Depending on the facts, a case may be dismissed if the police fail to read your Miranda rights.  Under the law, law enforcement officers are required to give you these warnings before an in-custody interrogating.  If they fail to do so, any statement that you make could be excluded from evidence.  Typically, your attorney would file a motion to suppress any statement that was made during this interrogation, as well as any evidence obtained as a result of these statements.

In some cases, if the motion to suppress is granted, the prosecution will not have enough evidence to proceed with the charges against you.  For example, consider a situation where the police interrogated you based on a hunch, and you confessed to the crime of murder — but there is absolutely no other evidence tying you to it. If your confession is suppressed (which means that it cannot be admitted into evidence) because the police did not read you your rights, then the case will likely be dismissed because there is no other evidence.

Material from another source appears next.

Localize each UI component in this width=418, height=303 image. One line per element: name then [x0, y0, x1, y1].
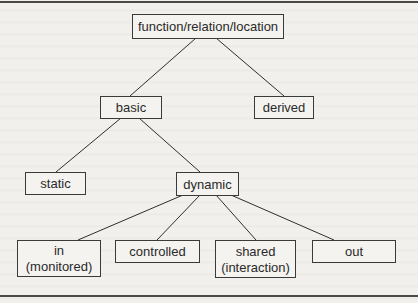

If there is other admissible evidence, the case will not likely be dismissed.  In the same example as above, assume that the police also found the murder weapon in your home, and it has your fingerprints on it.  There are also two witnesses to the killing. All of this evidence was found before the police interrogated you. While the prosecutor may have liked to have your confession as a piece of evidence, the charge will probably not be dismissed if the confession is suppressed because there is so much other evidence against you.